In product, the most consequential decisions are almost never the most obvious ones. They are not the ones debated in strategy reviews or flagged in quarterly roadmaps. They are the ones that seem small — a checkout flow, a single form field, where a button lives — but contain an entire philosophy about what you believe the user deserves.
Putting loyalty at checkout instead of in a separate app was that decision for OPA!. It is the single product choice that most clearly defines what kind of company we are building — and what kind of company we refuse to be.
I'm Charran Harrichand, Chief Product Officer & Co-Founder of OPA!. I've spent thirteen years in telecom designing customer experiences for systems that serve millions of users simultaneously. This article is about the product decision that changed everything — and the thirteen years of pattern recognition that made it inevitable.
The Problem We Were Solving
Before I explain the decision, let me show you the problem it was designed to eliminate.
The standard restaurant loyalty enrollment flow — the one used by virtually every major restaurant brand and third-party loyalty platform — looks like this:
An 89% attrition rate. Out of every 100 customers who encounter your loyalty program, only 11 ever participate. Not because they don't want rewards — everyone wants rewards. Because the enrollment process demands too many discrete actions: a separate download, a separate account, a separate login, a payment link, and a deliberate check-in at checkout.
This is not a loyalty funnel. It is a loyalty filter — a system that eliminates the vast majority of your customers before they ever engage with the program designed to retain them.

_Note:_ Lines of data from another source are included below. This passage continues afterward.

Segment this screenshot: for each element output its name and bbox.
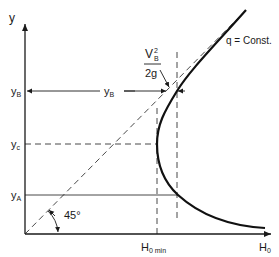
velocity-head-sup: 2: [154, 47, 158, 54]
h0min-label: H0 min: [141, 241, 166, 254]
tick-yc-label: yc: [11, 138, 21, 151]
velocity-head-arrow: [160, 70, 169, 87]
x-axis-label: H0: [259, 241, 271, 254]
velocity-head-sub: B: [154, 55, 159, 62]
y-axis-label: y: [9, 11, 15, 25]
angle-label: 45°: [64, 209, 81, 221]
curve-label: q = Const.: [226, 35, 272, 46]
velocity-head-numerator: V: [145, 47, 153, 61]
specific-energy-diagram: y yB yc yA yB V 2 B 2g q = Const. 45° H0…: [0, 0, 279, 257]
tick-yB-label: yB: [11, 85, 22, 98]
velocity-head-denominator: 2g: [145, 67, 157, 79]
tick-yA-label: yA: [11, 189, 22, 202]
diagonal-45-line: [25, 10, 246, 234]
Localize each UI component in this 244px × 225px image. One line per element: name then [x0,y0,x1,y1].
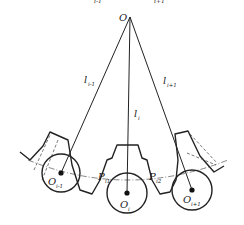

The industry has accepted 11% enrollment as normal. It is not normal. It is a product failure.
The 13-Year Lesson from Telecom
In telecommunications, I spent over a decade designing customer experiences for systems that process millions of concurrent interactions. The foundational lesson — the one that shapes every product decision I make — is this:
Every additional step in a user flow is an attrition event. Not might be. Is.
In telecom, onboarding friction is measured in basis points of customer lifetime value. A single extra screen in an activation flow — one additional tap — costs millions of dollars in aggregate LTV across a large user base. Not because any individual user cares about one extra tap. Because at scale, the cumulative effect of friction is attrition, and attrition compounds.
I brought that measurement discipline to OPA!. Every feature we build is evaluated against a single question: does this add a step? If it does, we find a way to eliminate it. If we can't eliminate it, we make it invisible. If we can't make it invisible, we question whether the feature should exist at all.
The Decision
The alternative was obvious — and it was wrong.
The standard approach in the industry is to build a companion loyalty app. Separate download. Separate profile. Separate points balance. Backend integration with the ordering platform. It's what every major chain does. It's what every loyalty vendor recommends. And it is a product that optimizes for the vendor's architecture rather than the user's experience.
A companion app doesn't eliminate friction. It moves it. The customer still has to take an action outside the transaction to participate in the loyalty program. And the data from thirteen years of telecom UX told me exactly what happens when you require out-of-transaction actions at scale: most users don't take them.
So we made the decision: loyalty at checkout.
Auto-enrolled on first order. No download. No separate profile. No extra action. If you ordered, you're enrolled. Your loyalty wallet is provisioned automatically. Your points accrue automatically. Your rewards appear at your next checkout automatically. The entire loyalty experience happens inside the transaction — because the transaction is the only moment you have the customer's full attention.
What Changed
The data on loyalty enrollment rate when friction approaches zero versus the industry standard:
The difference between 11% and near-100% is not a percentage improvement. It is a category change. At 11%, a loyalty program is a niche feature used by your most dedicated customers. At near-100%, it is a retention engine that touches every customer who orders. The revenue implications are not marginal — they are structural.
OPA! partners report 3.2x higher repeat order frequency among loyalty-enrolled customers and 22% higher average order values when customers see progress toward a reward at checkout. When enrollment is universal, these numbers apply to your entire customer base — not just the 11% who bothered to download a separate app.
The Product Philosophy
The principle behind the loyalty decision extends to every product choice at OPA!: the right experience is the one the user doesn't have to think about.
This is not about simplicity for its own sake. It is about respecting the user's attention as a finite, precious resource that you do not have the right to waste. If a user has to make an extra decision, download an extra app, or remember to do something to access the full value of the platform — the product has failed them. Full stop.
At OPA!, this philosophy manifests in every layer of the product:
POS integration happens in 48 hours — not because we cut corners, but because the integration architecture was designed to eliminate every unnecessary step in the setup flow.
Menu sync is automatic — because requiring manual menu entry is a friction event that delays go-live and introduces errors.
Customer profiles are auto-provisioned — because asking a customer to create a profile before they can order is asking them to prove they deserve to use your product. They don't owe you that. You owe them a frictionless experience.
Every one of these decisions was informed by the same thirteen years of telecom pattern recognition: friction is never neutral. It always has a cost. The only question is who pays it — the user, or the product team who let it exist.